- [How to complete this task]
Copy all the entries word for word, but omit the pictures.
------------
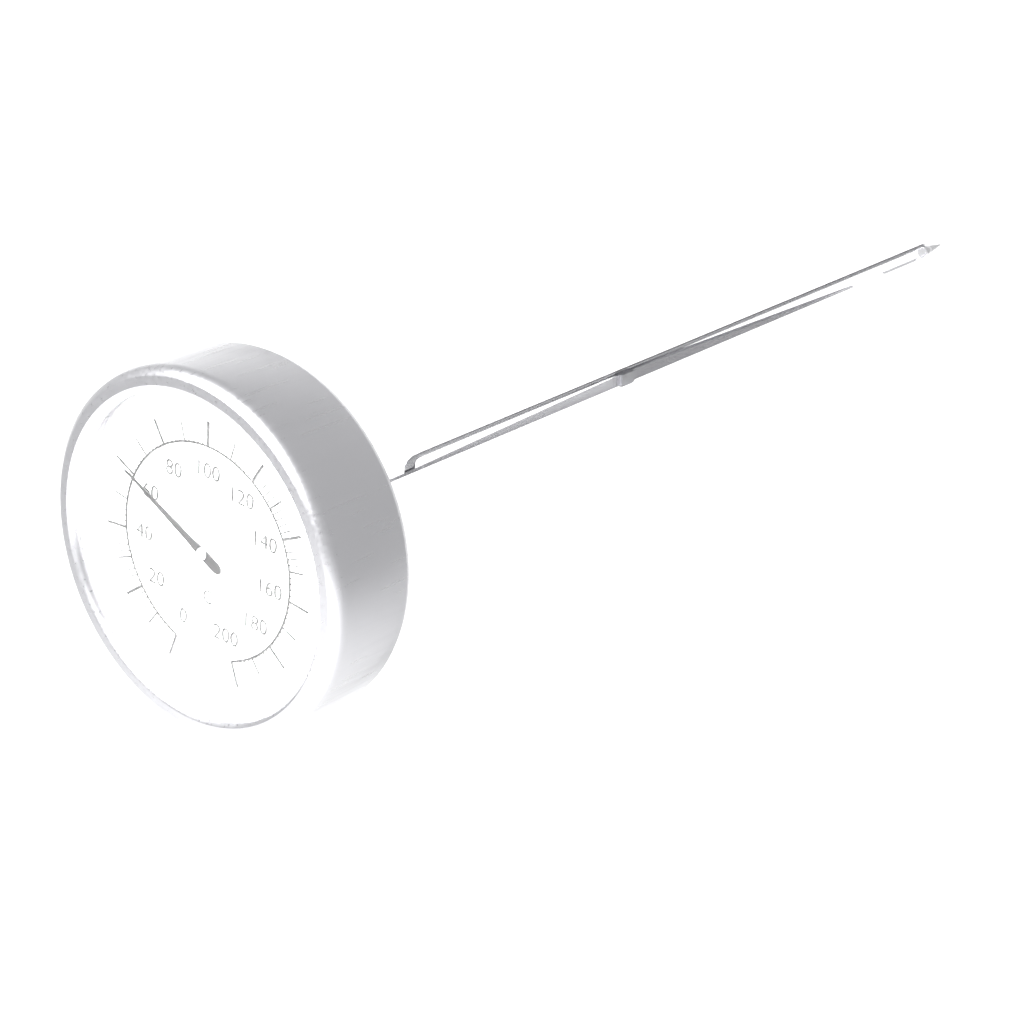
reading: 60 °C
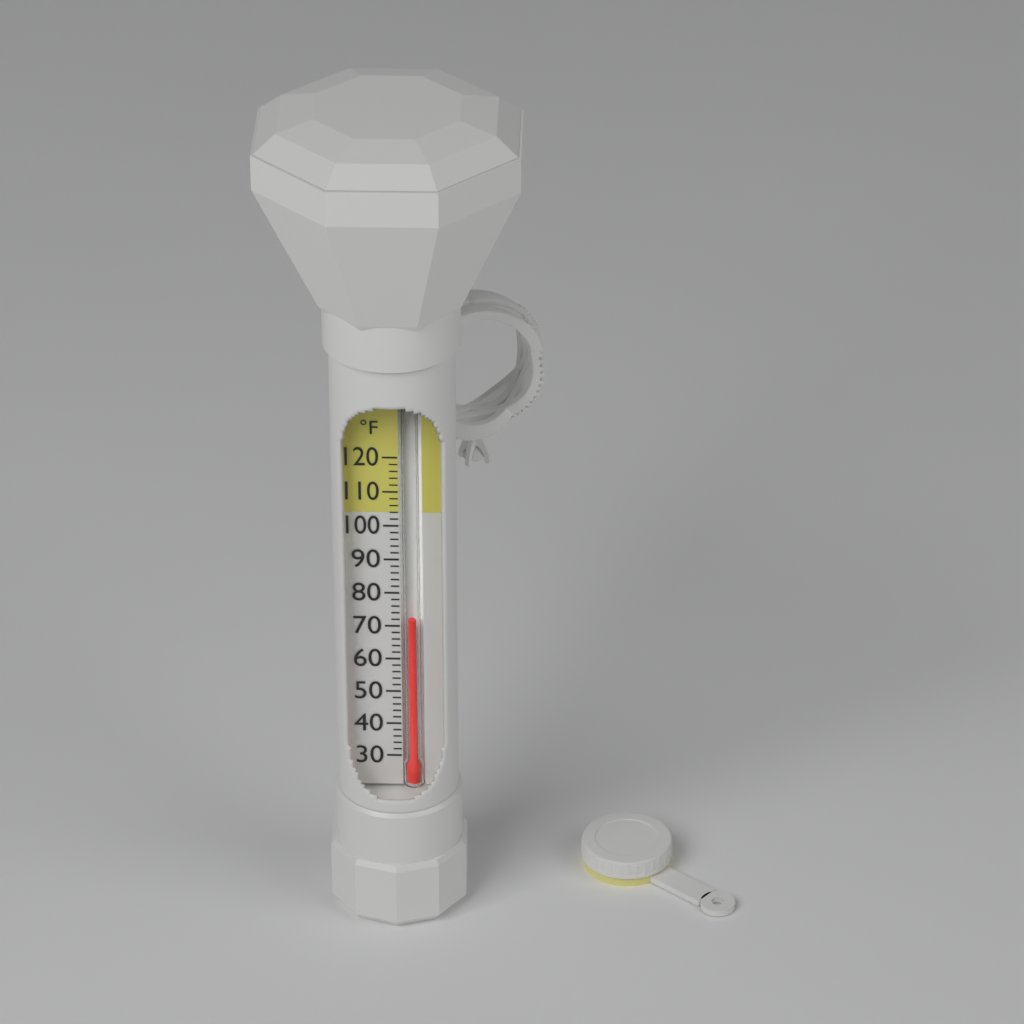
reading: 72 °F
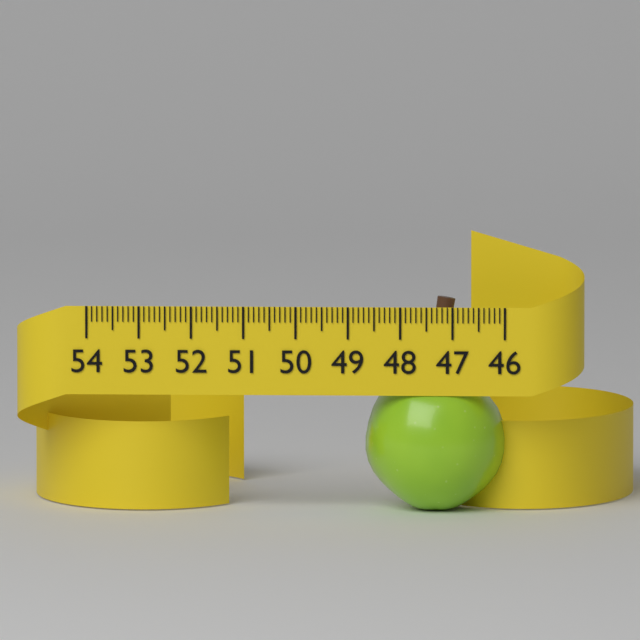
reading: 48.7 (no unit)
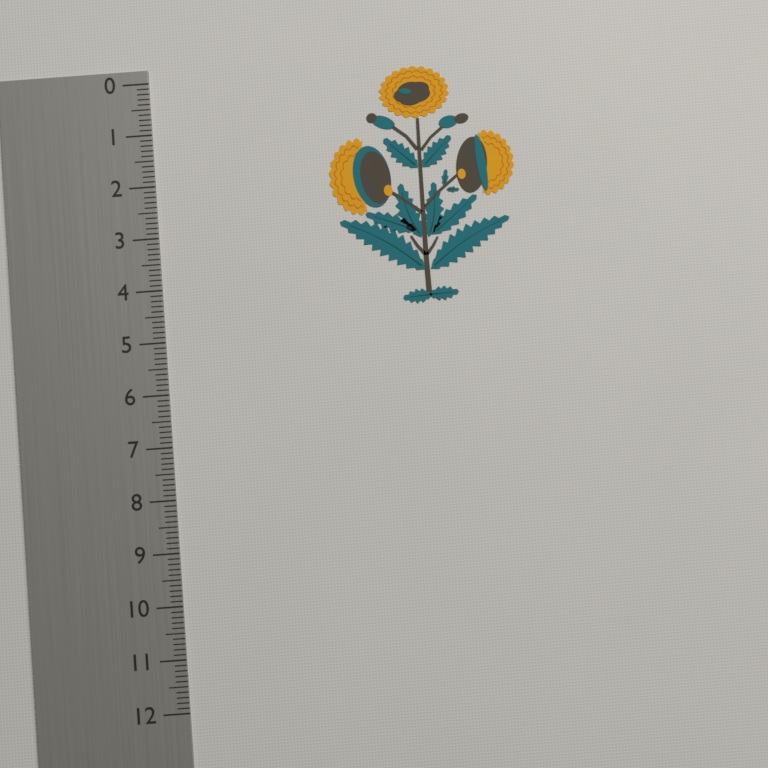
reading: 4.6 (no unit)
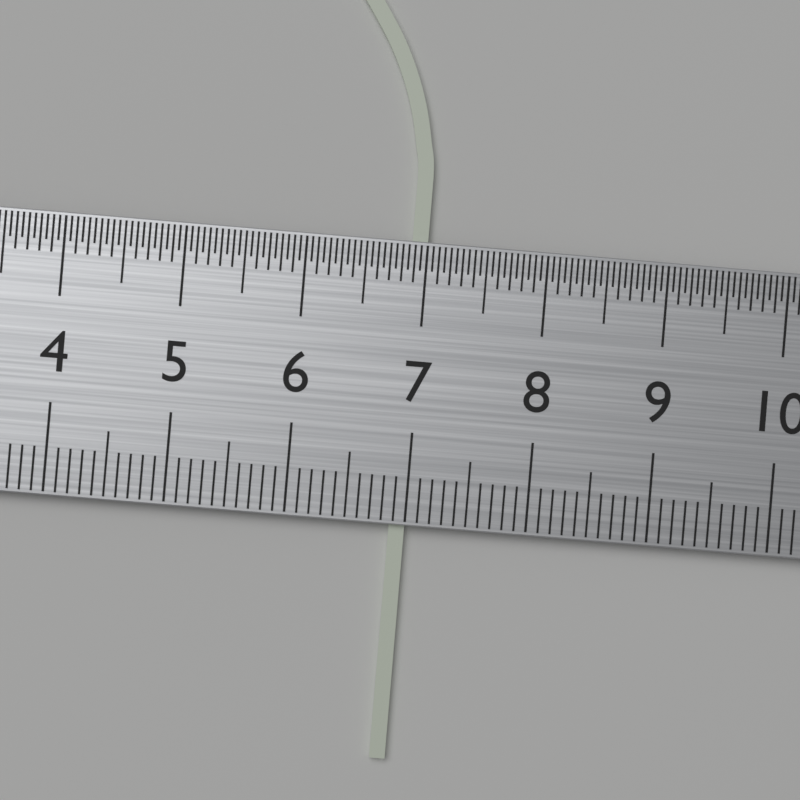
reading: 7.0 cm
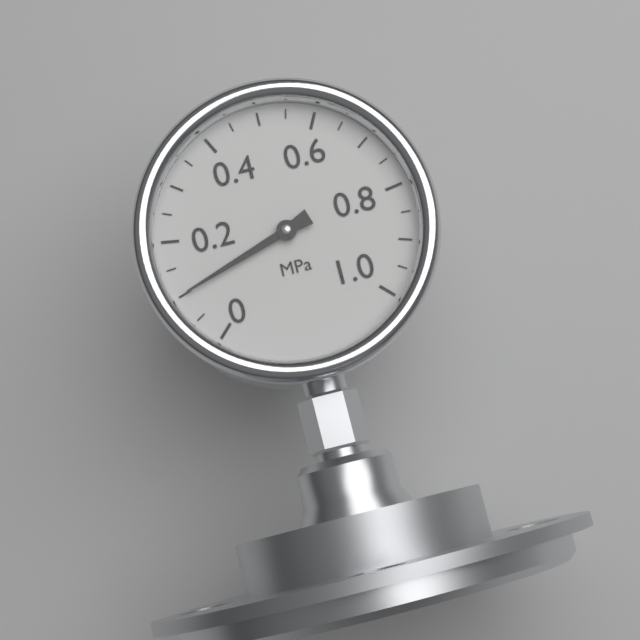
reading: 0.10 MPa
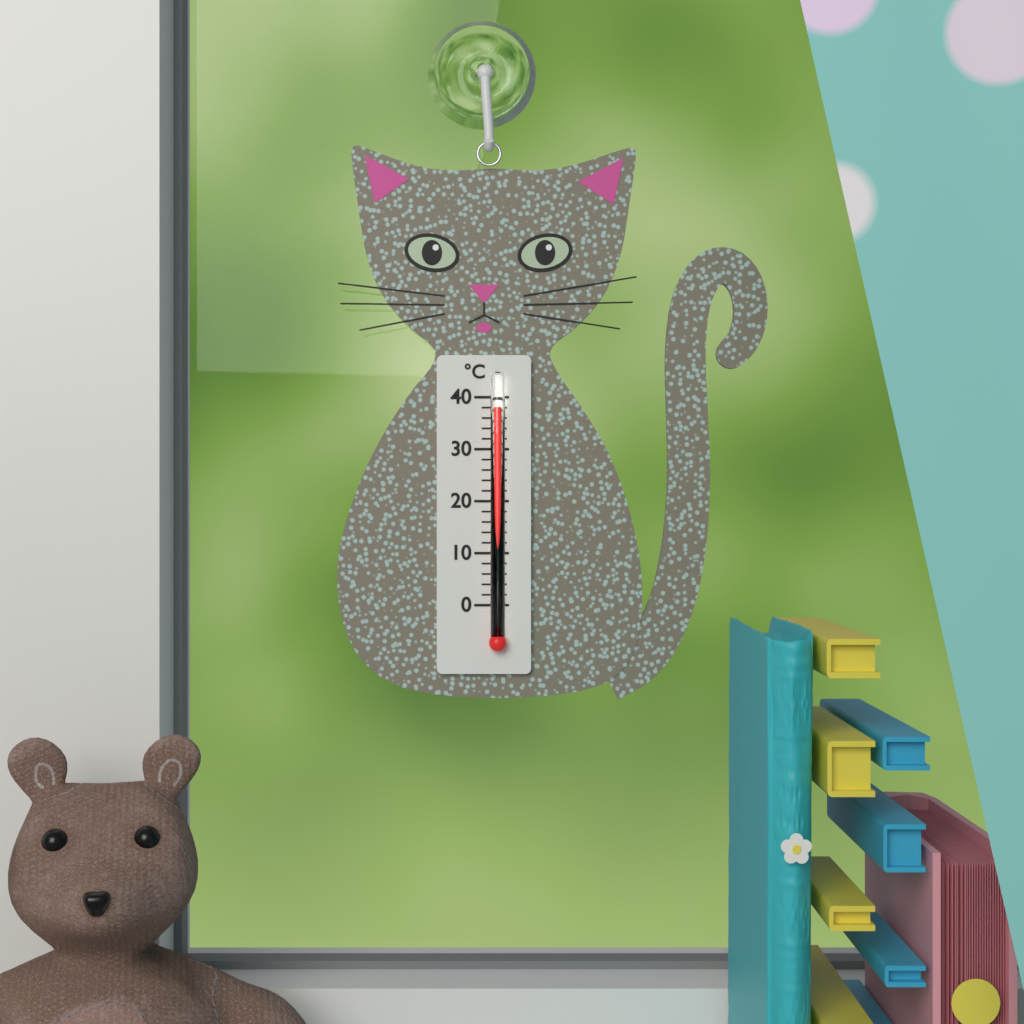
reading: 38 °C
------------
- [Answer to this exercise]
reading: 60 °C
reading: 72 °F
reading: 48.7 (no unit)
reading: 4.6 (no unit)
reading: 7.0 cm
reading: 0.10 MPa
reading: 38 °C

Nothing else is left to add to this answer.